Pundits, social scientists, politicians, and those who follow politics like fans follow sports teams are always referencing the political spectrum. Positions and people are described as “far left” or “far right,” though of course the majority of people default to an assumption of the moderacy of their own positions (regardless of the reality). In truth, the political spectrum is not so much a spectrum, a line extending from one extreme to another. It is more of a political circle. Just like a circle, at some point as you keep heading to the left or to the right from a central starting point, you’ll end up converging. For politics, both “sides” converge upon authoritarianism at their extremes. Machiavelli has something to say about that, and so does Lord Acton.

I don’t bring this up because I’m trying to transform my website into a political platform (I mostly try to avoid politics in the common sense of the word), but because it is germane to today’s book review, for We. In recent years, the media most of us consume have been dominated by narratives about the dangers of far-right ideologies, with analogies to Hitler proliferating, and warnings of the dystopic, authoritarian path we could suffer. The source of the concern changes, but the concern itself does not. The twentieth century contained ample demonstrations of the dangers and human tolls associated with both extremes of political dictatorship, from the depredations of Stalin’s Russia and Mao’s China to those of Hitler’s Germany. Nor need examples be confined to the past, as plenty can be found today.
There is a certain subversive quality, though, to the ideologies belonging to the bottom left of the chart. Perhaps it is how they dress themselves, the history behind them, something about democracy, or the particular travails of industrial and post-industrial civilizations, but left-born authoritarianism seems to achieve a place of acceptance more readily than the same tendencies on the right. They seem somehow more able to dress themselves in widely appealing garments, the trappings of freedom and democracy, than their right-born counterparts. We fear right-born dictatorships in the way we might fear a powerful predator or a threat we know exists but do not know if we can successfully defeat. We dread left-born dictatorships like a pernicious cancer creeping into our midst and subsuming us before we quite realize what is happening.

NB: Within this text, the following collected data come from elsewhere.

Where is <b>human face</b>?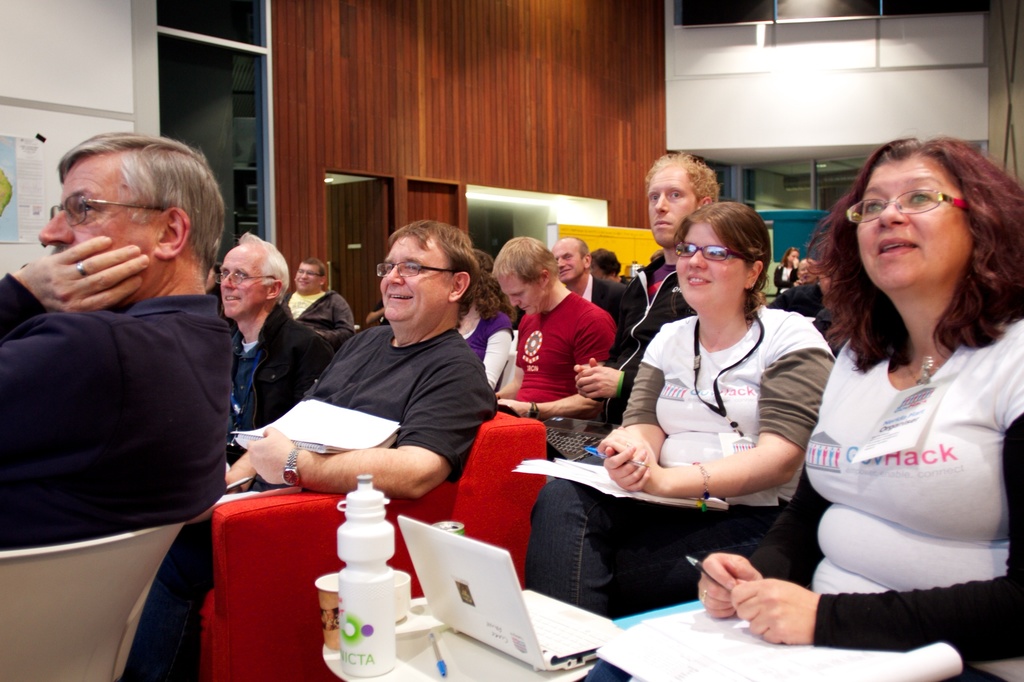
[495,274,540,315].
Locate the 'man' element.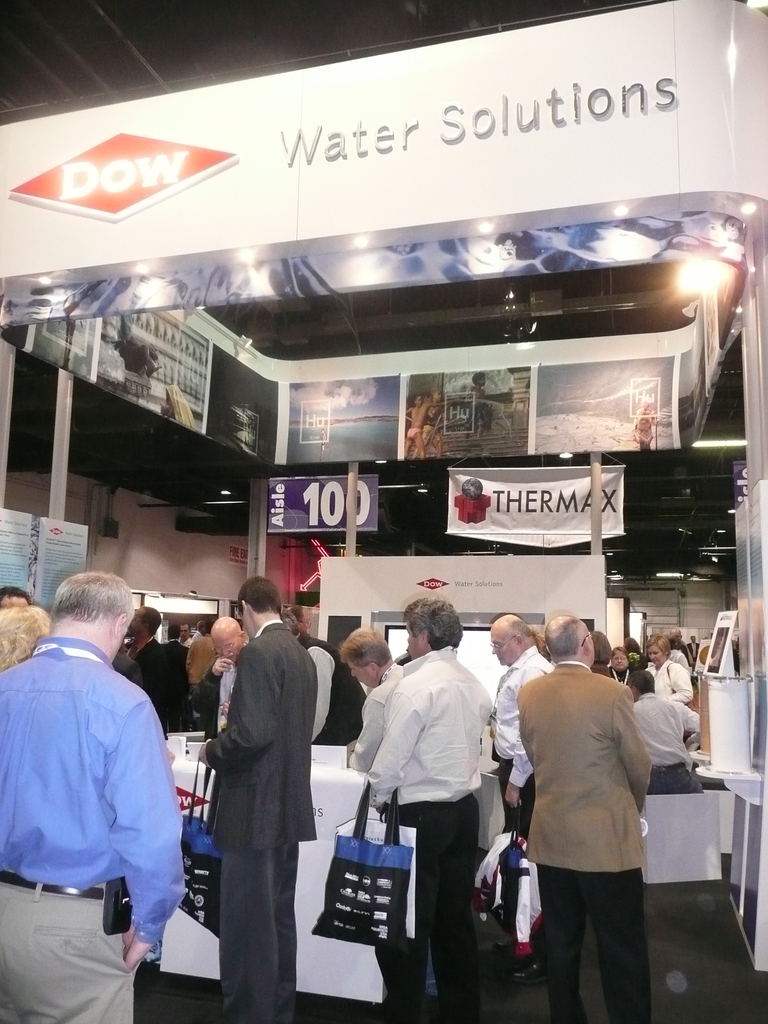
Element bbox: detection(486, 614, 561, 984).
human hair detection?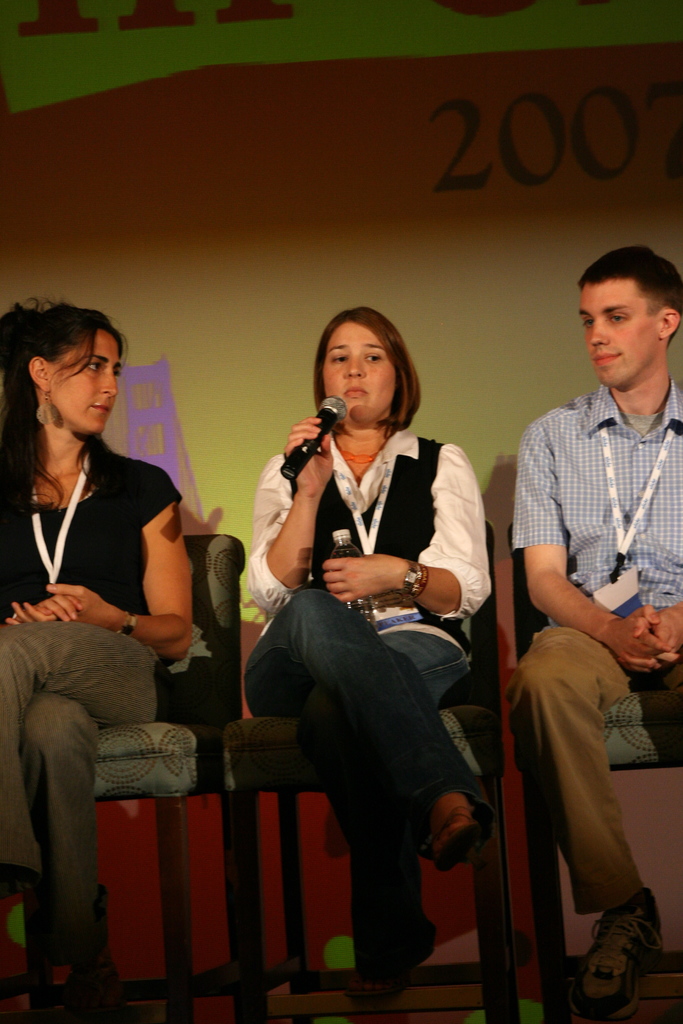
left=0, top=294, right=130, bottom=539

1984 is probably the most famous and widely read warning against this kind of danger, alongside Brave New World, but it was not the first. Before Orwell and Huxley wrote their dystopic visions, before Rand engaged with collectivism’s dangers, Zamyatin wrote a science fiction novel which inspired all of them. In 1924, the Russian author wrote a book so subversive to the Soviet system that it took more than sixty years before it was allowed in the country of its origin. It’s often described as predicting the worst depredations of Soviet and Chinese communism, a brilliant statement of the power and importance of individual freedom.

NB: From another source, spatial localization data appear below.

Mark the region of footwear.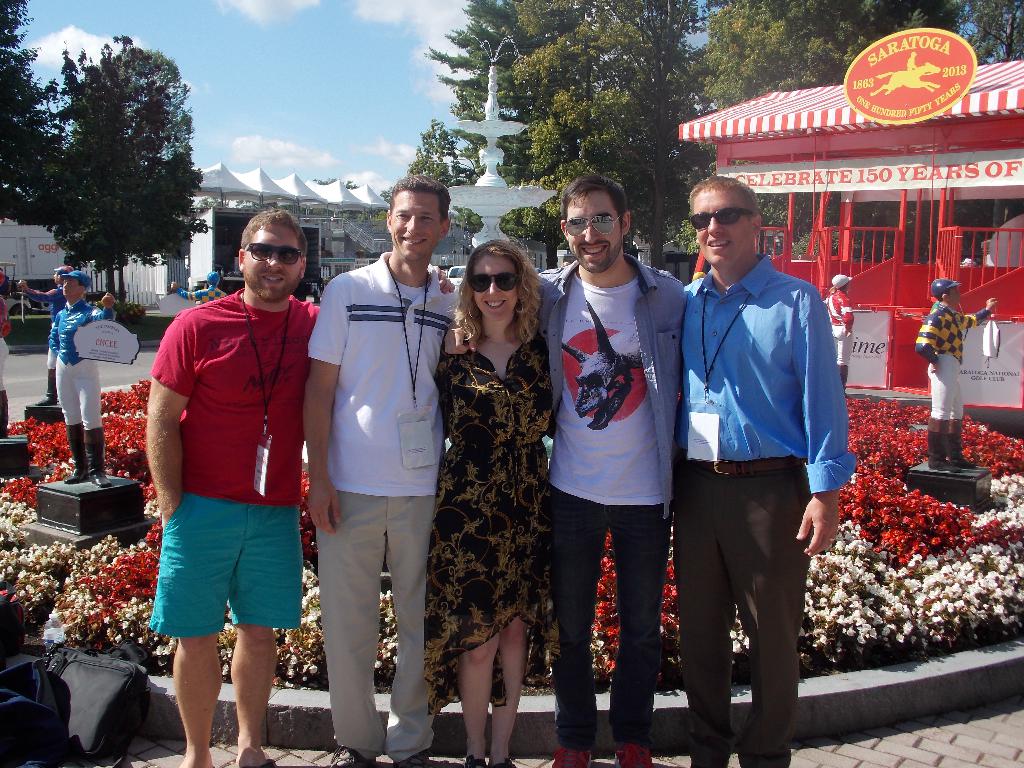
Region: (left=554, top=746, right=593, bottom=767).
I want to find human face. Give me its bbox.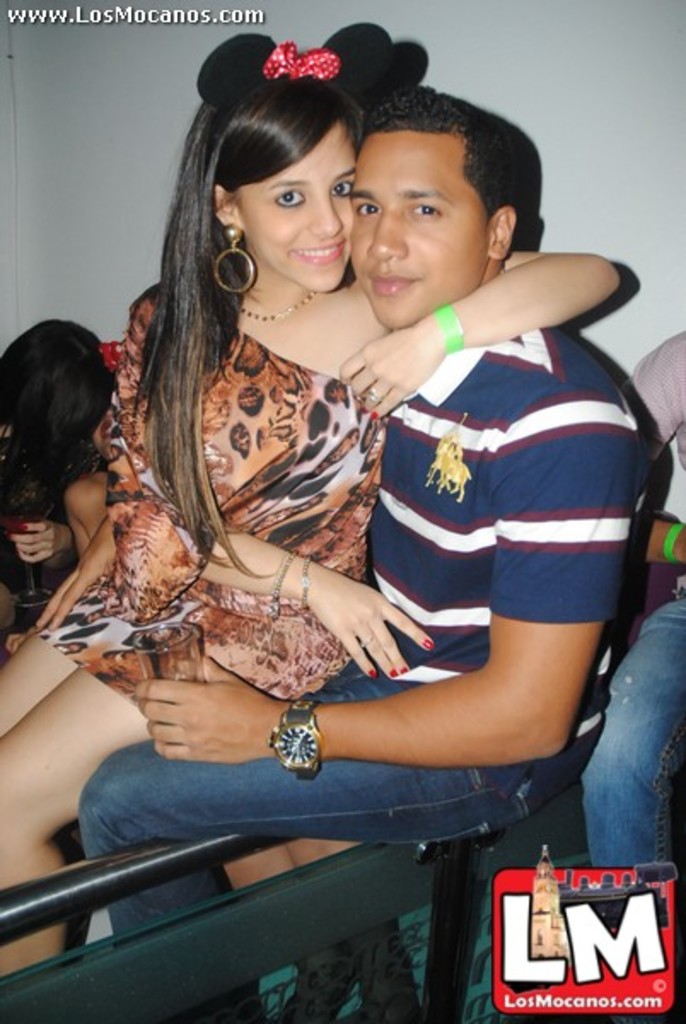
[348, 133, 491, 324].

It could also be described as a story about the midlife crises suffered by corporate middle managers. An apparently middle-aged man with a stable job and stable relationships meets an excitingly rebellious woman who tantalizes him with intrigue and danger, shattering the accepted order of his prior life and forcing him to question his acceptance of the status quo.
Zamyatin presents his story in epistolary fashion, the chapters representing entries in a sort of diary the protagonist keeps for the purpose of lauding the enlightenment of the United State and its policies to whatever (presumably more primitive) beings should read it. It’s set almost a thousand years in the future, in a carefully controlled glass city isolated from the offensively disorderly outside world, where the protagonist is engaged in building a spaceship to conquer other planets and bring their inhabitants the same benefits attendant to the United State. People have alphanumeric designations instead of names, they follow identical, masterminded schedules each day, and they live in transparent, glass apartments in which the only privacy they are allowed is for hour-long scheduled intimacy sessions twice a week.
Even in translation, Zamyatin’s prose has a poetic quality. This helps convey the confusion and passion gradually overtaking the protagonist as he comes to an understanding of his own individuality (and/or as he goes through his midlife crisis), admittedly sometimes by making the contents confusing to the reader, too. This always feels in service to the story, so I consider it a feature, not a bug. The protagonist is a mathematician, and he often attempts to explain and describe using mathematical references and analogies, which works splendidly on so many levels: worldbuilding for the mindset of the United State, character development for the protagonist, a kind of poetry through which the reader can better appreciate the story. As always, I cannot tell you how it might read in the original Russian, but the translation I read did fine justice to the story.
I don’t read many dystopian novels. They’re usually not to my taste, and they are often overdone, overstated, polemical, and many of the modern ones contain contradictions the authors do not care to acknowledge, or questions they do not care to confront. However, when done right they can serve as important warnings while also being compelling stories. We is just such a novel, effectively capturing that sensing of creeping dread which accompanies the gradual erosion of the individual into a single United State. After being oppressed by both the Tsarist and Soviet regime, Zamyatin knew tyranny from both sides of the circle. Perhaps that is why his work, for all it is science fiction, reads true a hundred years later.